Losses hit home in first-quarter sales

Home deals with paper losses reached 1,305 cases in the first quarter, the highest in 14 years, even after the removal of housing curbs in the end of February.

Data from Ricacorp Properties also showed that loss-recording transactions accounted for about 29.7 percent of the first-quarter deals in the secondary market, up by 3.5 percentage points from the fourth quarter of last year.

After a rise in three quarters in a row, the proportion also hit a new high after 2009.

The losses reflect the fact that more owners were offloading their homes as soon as possible after the additional housing stamp duties were scrapped by the government seven weeks ago, said Ricacorp.

The number of cases in which the selling prices equaled the buying prices was 31, with their share of the total contracting slightly to 0.7 percent.

Profitable private home sales amounted to 3,056 cases, with the proportion of all secondary-market deals decreasing to 69.6 percent from 72.9 percent.

The ratio of profit-recording deals also hit a new 15-year low, indicating that the market remains sluggish and the structural shift in the sector.

Moreover, the average gain of the secondary-market home sales was only 29 percent, plunging from 35.4 percent.

That is also the lowest in 14 years.

Around 64 percent of units sold that went for HK$4 million or below recorded a paper gain, the lowest among all types of private homes.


- _Activity_
Could you repeat exactly the lines from the one containing "The height and" through the last line of the records, with no pictures?

Screenshot grounding data:
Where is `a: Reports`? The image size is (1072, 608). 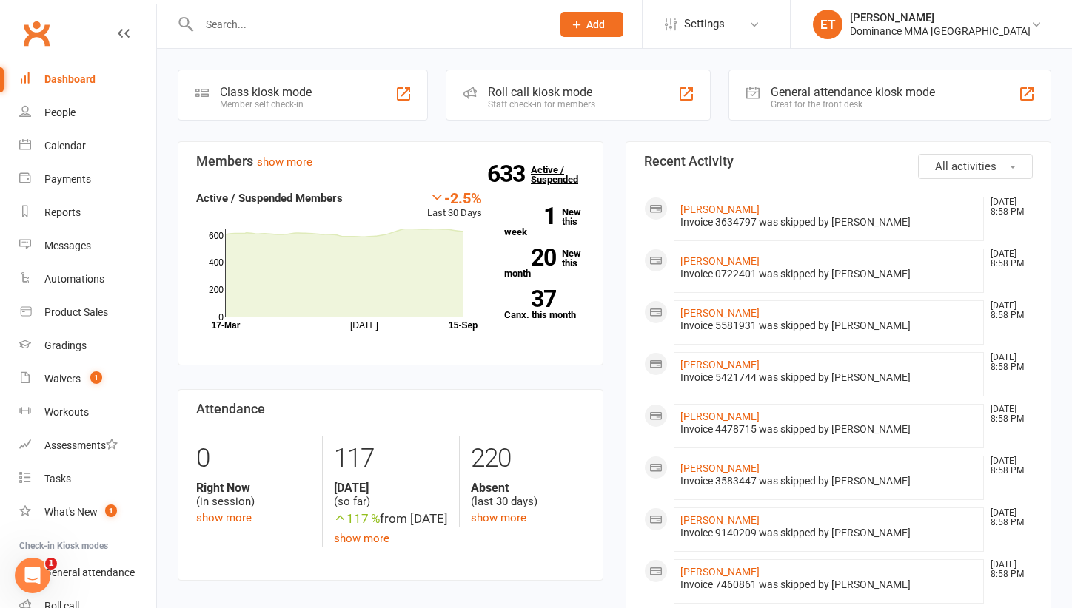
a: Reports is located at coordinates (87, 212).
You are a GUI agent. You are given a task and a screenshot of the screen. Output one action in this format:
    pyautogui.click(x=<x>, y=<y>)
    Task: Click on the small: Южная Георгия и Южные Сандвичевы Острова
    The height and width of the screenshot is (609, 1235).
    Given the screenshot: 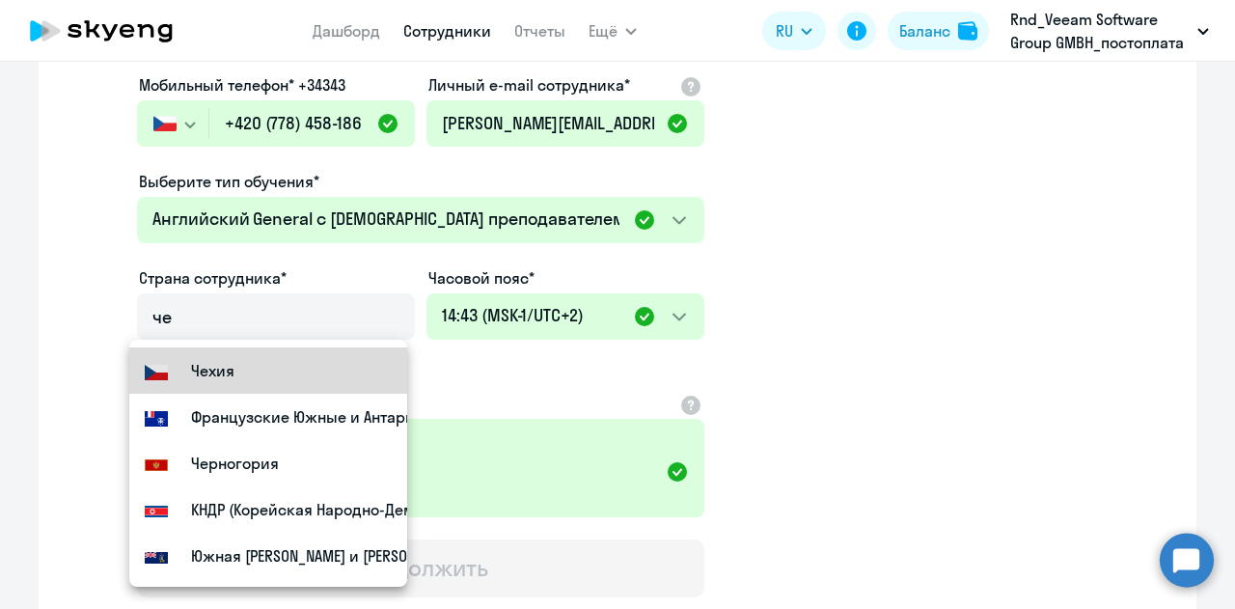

- _Task output_
    The height and width of the screenshot is (609, 1235).
    Given the screenshot: 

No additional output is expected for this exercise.